Better judgment would tell me to ignore this misleading and insulting piece of calculated PR for a person who has no genuine interest in public service. Because Ms. Green does hold public office, I think it is important that some additional facts be included. As a voter, taxpayer, product of public education and a retired teacher I find any attempt to describe Ms. Green's "quiet" nature as a virtue to be a gross mischaracterization and totally out of touch with reality. She is reported by her constituents to be unreachable and totally removed from the issues of public education locally.

If she doesn't want to be "ugly" then she should rethink how she condescends to respond to her constituents, if she responds at all. She should let someone who is truly motivated to represent her district take her seat. Ms. Green is the WORST person to represent the needs of our downtown public schools on the county school board. Her dilettante-like approach to issues of race is totally out of place in Charleston. She has a very superficial understanding of the community she was elected to serve and knows far less about downtown schools. Her "silence", avoidance of what she says is "ugly" and total lack of passion toward District 20 schools, are all serious liabilities, not strong points.
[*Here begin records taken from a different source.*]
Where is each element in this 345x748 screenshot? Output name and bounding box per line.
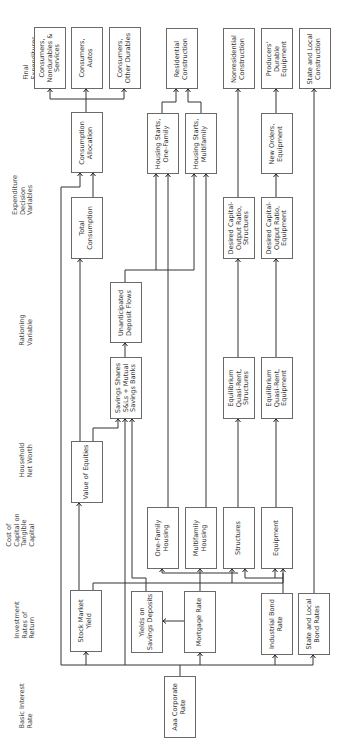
node-label: Desired Capital- Output Ratio, Equipment <box>266 202 289 255</box>
level-label: Cost of Capital on Tangible Capital <box>6 513 36 546</box>
level-label: Basic Interest Rate <box>19 684 34 729</box>
node-yields-on-savings-deposits: Yields on Savings Deposits <box>131 591 163 653</box>
node-label: State and Local Construction <box>307 33 322 84</box>
node-stock-market-yield: Stock Market Yield <box>70 590 102 652</box>
node-housing-starts-one-family: Housing Starts, One-Family <box>147 113 179 174</box>
node-equilibrium-quasi-rent-structures: Equilibrium Quasi-Rent, Structures <box>223 357 255 419</box>
node-structures: Structures <box>223 507 255 569</box>
node-label: Consumers, Autos <box>79 38 94 77</box>
node-equilibrium-quasi-rent-equipment: Equilibrium Quasi-Rent, Equipment <box>261 357 293 419</box>
node-label: Yields on Savings Deposits <box>139 594 154 651</box>
node-label: Nonresidential Construction <box>231 35 246 83</box>
level-basic-interest-rate: Basic Interest Rate <box>10 676 44 736</box>
node-housing-starts-multifamily: Housing Starts, Multifamily <box>185 113 217 174</box>
node-label: Consumption Allocation <box>79 121 94 165</box>
node-consumers-other-durables: Consumers, Other Durables <box>109 27 141 89</box>
level-rationing-variable: Rationing Variable <box>10 300 44 360</box>
node-label: One-Family Housing <box>155 519 170 556</box>
node-label: Structures <box>235 521 243 555</box>
level-label: Investment Rates of Return <box>14 601 37 638</box>
node-value-of-equities: Value of Equities <box>71 441 103 503</box>
level-label: Rationing Variable <box>19 314 34 345</box>
node-nonresidential-construction: Nonresidential Construction <box>223 28 255 89</box>
flow-diagram: Final Expenditures Expenditure Decision … <box>0 0 345 748</box>
level-cost-of-capital: Cost of Capital on Tangible Capital <box>4 500 38 560</box>
node-label: New Orders, Equipment <box>269 123 284 164</box>
node-residential-construction: Residential Construction <box>166 28 198 89</box>
node-label: Unanticipated Deposit Flows <box>118 289 133 335</box>
node-consumers-autos: Consumers, Autos <box>71 27 103 89</box>
node-new-orders-equipment: New Orders, Equipment <box>261 113 293 174</box>
node-desired-ko-equipment: Desired Capital- Output Ratio, Equipment <box>261 197 293 259</box>
node-total-consumption: Total Consumption <box>71 197 103 259</box>
node-aaa-corporate-rate: Aaa Corporate Rate <box>164 676 196 738</box>
node-mortgage-rate: Mortgage Rate <box>184 591 216 653</box>
node-label: Aaa Corporate Rate <box>172 683 187 731</box>
level-household-net-worth: Household Net Worth <box>10 430 44 490</box>
node-multifamily-housing: Multifamily Housing <box>185 507 217 569</box>
node-consumers-nondurables: Consumers, Nondurables & Services <box>34 27 66 89</box>
node-one-family-housing: One-Family Housing <box>147 507 179 569</box>
node-label: Savings Shares S&Ls + Mutual Savings Ban… <box>115 363 138 413</box>
node-label: Consumers, Other Durables <box>117 33 132 83</box>
node-label: Producers' Durable Equipment <box>266 41 289 77</box>
node-label: Desired Capital- Output Ratio, Structure… <box>228 202 251 255</box>
node-label: Equilibrium Quasi-Rent, Equipment <box>266 369 289 407</box>
node-savings-shares: Savings Shares S&Ls + Mutual Savings Ban… <box>110 357 142 419</box>
node-unanticipated-deposit-flows: Unanticipated Deposit Flows <box>110 282 142 343</box>
node-industrial-bond-rate: Industrial Bond Rate <box>261 593 293 655</box>
node-equipment: Equipment <box>261 507 293 569</box>
node-label: Value of Equities <box>83 445 91 500</box>
node-desired-ko-structures: Desired Capital- Output Ratio, Structure… <box>223 197 255 259</box>
node-consumption-allocation: Consumption Allocation <box>71 112 103 173</box>
node-label: Total Consumption <box>79 206 94 250</box>
node-state-local-bond-rates: State and Local Bond Rates <box>298 593 330 655</box>
node-label: Residential Construction <box>174 38 189 80</box>
node-label: Multifamily Housing <box>193 520 208 556</box>
level-investment-rates: Investment Rates of Return <box>8 590 42 650</box>
node-label: Equipment <box>273 520 281 556</box>
node-label: Equilibrium Quasi-Rent, Structures <box>228 369 251 407</box>
level-label: Household Net Worth <box>19 443 34 478</box>
node-label: Housing Starts, Multifamily <box>193 118 208 169</box>
node-label: Consumers, Nondurables & Services <box>39 33 62 82</box>
node-label: Housing Starts, One-Family <box>155 118 170 169</box>
node-state-local-construction: State and Local Construction <box>299 28 331 89</box>
node-producers-durable-equipment: Producers' Durable Equipment <box>261 28 293 89</box>
level-label: Expenditure Decision Variables <box>12 175 35 215</box>
node-label: Industrial Bond Rate <box>269 599 284 649</box>
level-expenditure-decision: Expenditure Decision Variables <box>6 165 40 225</box>
node-label: Stock Market Yield <box>78 599 93 642</box>
node-label: State and Local Bond Rates <box>306 598 321 649</box>
node-label: Mortgage Rate <box>196 598 204 647</box>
This article was a total waste of paper and newsprint. Ms. Green and the manner in which she chooses to conduct herself as an elected official is exactly what is wrong with our school board.

I'm sure that many others who have a similar opinion of Ms. Green have simply chosen to trash this section of the paper this morning without bothering to read it. Perhaps being honest would be called "ugly" by some, but to many public school parents on the peninsula, nothing could be uglier than the way Ms. Green has treated them since she was elected last November.